Microsoft has shown off Majorana 2, its next quantum processor, and the headline claim is hard to ignore: the company says its qubits are now 1000 times more reliable than in Majorana 1. The chip, unveiled at Build in San Francisco, also reflects a bigger bet – that quantum hardware and agentic AI can be built together, not in separate silos.

The new processor follows Microsoft’s first Majorana chip, which leaned on exotic states of matter that had long divided researchers. This time, the company says it has changed both the materials stack and the architecture in ways that improve stability and reduce the sort of interference that keeps quantum systems fragile. That is the sort of boring-sounding engineering work that determines whether quantum computing stays a lab demo or becomes something businesses can actually use.

What changed in Majorana 2

Microsoft Quantum corporate vice president and technical fellow Chetan Nayak said the team refined the materials used in Majorana 1 to create a more stable topological phase. In Majorana 2, aluminum as the superconductor was replaced with lead, while the semiconductor active area was updated to a combination of indium arsenide and indium arsenide antimonide.

That matters because quantum bits are notoriously sensitive to outside noise, from electromagnetic interference to cosmic radiation. Microsoft says the new setup protects qubits better, and the numbers it shared are more than a modest tweak: average stable runtime is now 20 seconds, while some qubits held steady for up to one minute in individual experiments.

  • Reliability: 1000 times higher than Majorana 1
  • Average stable operation: 20 seconds
  • Best reported stability in experiments: up to one minute

Microsoft’s quantum timeline just got shorter

Microsoft says the progress was enough to pull its roadmap forward. The company says it has cut its timetable in half and now aims to reach a scalable, practical quantum computer by 2029. That is an ambitious target, but also a useful reminder that the race is not only against rivals – it is against physics, error rates, and the long list of things that can go wrong when qubits breathe on their own.

If Microsoft gets there, the payoff would be the ability to tackle problems that still sit beyond the reach of even the most powerful supercomputers. If it does not, Majorana 2 will still matter as a marker of how far the company has pushed a once-theoretical approach toward something more tangible.

Discovery is now public too

Alongside the chip announcement, Microsoft also opened up its Discovery platform. The agentic AI system helped engineers design Majorana 2 and simulate different hardware options, and the company says it is aimed at research and advanced development across science and engineering.

That pairing is the real story here. Quantum computing still needs a lot of time and patience, but Microsoft is trying to shorten the cycle by using AI to speed up the materials and design work around it. Rival labs are chasing the same prize from different angles, but this combined approach gives Microsoft a cleaner narrative: use AI to build better quantum machines, then use those machines to solve harder problems.

What to watch next

The obvious question is whether the gains hold up outside Microsoft’s own experiments. The less obvious one is whether the company’s newly compressed schedule survives contact with reality. For now, Majorana 2 is a strong signal that Microsoft wants to move from quantum promise to quantum product – and it wants AI to help drag it there faster.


## WHAT YOU SHOULD DO:
Only lines holding the word "minutes" are needed; copy each of them from the material.

## GIVEN RECORDS:
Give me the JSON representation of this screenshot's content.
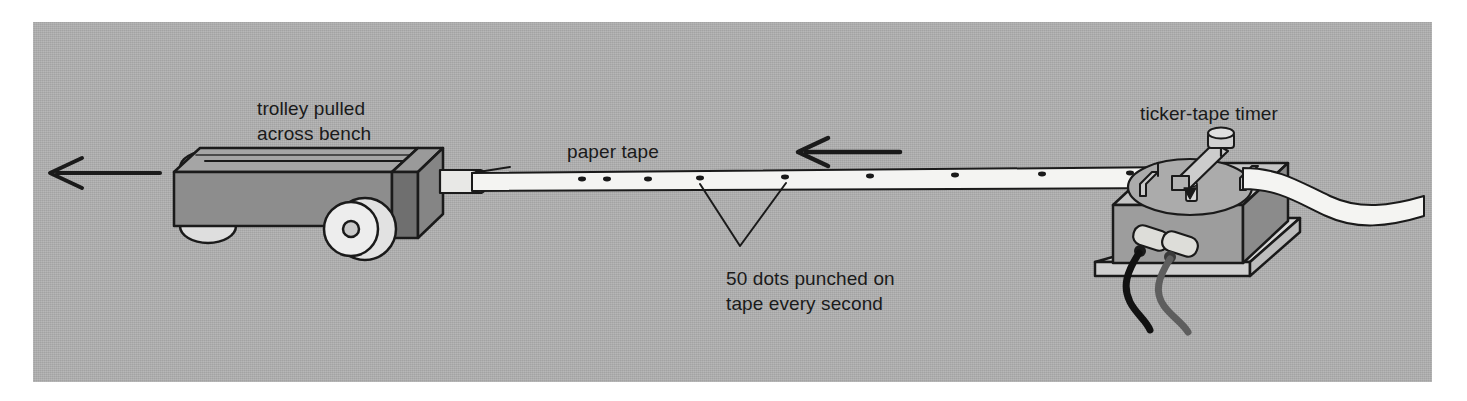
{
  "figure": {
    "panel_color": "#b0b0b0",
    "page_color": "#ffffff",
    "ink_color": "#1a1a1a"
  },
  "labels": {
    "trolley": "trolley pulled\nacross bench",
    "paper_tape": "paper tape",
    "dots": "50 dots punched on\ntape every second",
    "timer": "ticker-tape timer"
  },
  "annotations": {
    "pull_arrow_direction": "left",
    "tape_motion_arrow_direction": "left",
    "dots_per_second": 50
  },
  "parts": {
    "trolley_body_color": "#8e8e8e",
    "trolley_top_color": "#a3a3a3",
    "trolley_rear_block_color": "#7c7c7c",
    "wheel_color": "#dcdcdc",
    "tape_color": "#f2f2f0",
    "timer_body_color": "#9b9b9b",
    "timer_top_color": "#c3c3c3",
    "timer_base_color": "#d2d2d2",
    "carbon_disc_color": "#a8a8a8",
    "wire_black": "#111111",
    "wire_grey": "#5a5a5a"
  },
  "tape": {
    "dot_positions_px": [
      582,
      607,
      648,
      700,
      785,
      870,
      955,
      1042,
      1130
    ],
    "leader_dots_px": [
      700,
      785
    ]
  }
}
...
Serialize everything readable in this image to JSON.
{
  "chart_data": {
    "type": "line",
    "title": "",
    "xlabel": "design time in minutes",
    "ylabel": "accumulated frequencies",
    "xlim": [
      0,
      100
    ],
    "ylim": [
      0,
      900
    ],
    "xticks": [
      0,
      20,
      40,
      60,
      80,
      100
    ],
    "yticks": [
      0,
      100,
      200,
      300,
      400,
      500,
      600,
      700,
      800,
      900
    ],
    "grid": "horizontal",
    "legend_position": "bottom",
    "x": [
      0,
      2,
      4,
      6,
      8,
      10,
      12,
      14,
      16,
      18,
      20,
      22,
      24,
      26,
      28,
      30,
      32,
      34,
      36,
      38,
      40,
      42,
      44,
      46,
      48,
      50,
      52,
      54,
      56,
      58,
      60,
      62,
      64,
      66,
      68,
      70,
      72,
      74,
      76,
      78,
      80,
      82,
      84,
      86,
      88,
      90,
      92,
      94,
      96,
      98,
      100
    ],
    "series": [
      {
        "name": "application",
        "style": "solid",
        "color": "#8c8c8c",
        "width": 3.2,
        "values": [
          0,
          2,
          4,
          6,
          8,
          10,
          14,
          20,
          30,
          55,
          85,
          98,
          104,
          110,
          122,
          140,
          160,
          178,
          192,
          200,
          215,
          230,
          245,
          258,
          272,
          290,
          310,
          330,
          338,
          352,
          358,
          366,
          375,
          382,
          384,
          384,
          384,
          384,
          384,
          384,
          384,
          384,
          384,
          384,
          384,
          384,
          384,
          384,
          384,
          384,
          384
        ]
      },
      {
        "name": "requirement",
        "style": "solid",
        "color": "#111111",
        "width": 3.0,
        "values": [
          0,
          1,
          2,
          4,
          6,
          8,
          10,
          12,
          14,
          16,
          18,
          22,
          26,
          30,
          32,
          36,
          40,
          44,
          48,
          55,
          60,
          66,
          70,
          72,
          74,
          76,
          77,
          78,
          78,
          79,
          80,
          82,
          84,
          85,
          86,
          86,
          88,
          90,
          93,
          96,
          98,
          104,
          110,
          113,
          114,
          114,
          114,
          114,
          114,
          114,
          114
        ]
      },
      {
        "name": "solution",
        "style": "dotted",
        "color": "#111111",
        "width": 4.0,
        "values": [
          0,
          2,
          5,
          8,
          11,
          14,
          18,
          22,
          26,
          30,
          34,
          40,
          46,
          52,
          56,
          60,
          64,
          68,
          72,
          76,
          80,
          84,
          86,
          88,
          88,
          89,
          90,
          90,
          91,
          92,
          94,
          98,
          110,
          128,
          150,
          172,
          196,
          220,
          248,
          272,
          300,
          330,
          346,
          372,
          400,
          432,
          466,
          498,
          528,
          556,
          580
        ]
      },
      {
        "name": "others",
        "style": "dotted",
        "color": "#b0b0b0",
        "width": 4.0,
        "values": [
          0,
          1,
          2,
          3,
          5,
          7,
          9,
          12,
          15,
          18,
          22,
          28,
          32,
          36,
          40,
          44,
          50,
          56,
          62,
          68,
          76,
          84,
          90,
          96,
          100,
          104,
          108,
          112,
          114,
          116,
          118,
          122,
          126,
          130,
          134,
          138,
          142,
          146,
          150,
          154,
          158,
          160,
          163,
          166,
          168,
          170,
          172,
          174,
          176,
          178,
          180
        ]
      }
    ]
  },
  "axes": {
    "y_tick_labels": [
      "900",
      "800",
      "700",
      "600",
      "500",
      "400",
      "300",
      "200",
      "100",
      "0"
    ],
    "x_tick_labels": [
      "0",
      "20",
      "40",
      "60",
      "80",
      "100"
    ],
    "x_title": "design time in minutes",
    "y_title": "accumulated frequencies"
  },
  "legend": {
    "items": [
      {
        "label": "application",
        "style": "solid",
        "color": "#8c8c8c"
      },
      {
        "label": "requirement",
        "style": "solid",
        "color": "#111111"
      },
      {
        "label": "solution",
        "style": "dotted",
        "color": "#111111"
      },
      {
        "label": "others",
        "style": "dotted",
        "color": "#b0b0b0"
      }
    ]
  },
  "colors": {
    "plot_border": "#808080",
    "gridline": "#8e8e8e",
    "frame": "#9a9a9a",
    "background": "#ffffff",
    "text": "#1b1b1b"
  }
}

## SOLUTION BELOW:
    "xlabel": "design time in minutes",
    "x_title": "design time in minutes",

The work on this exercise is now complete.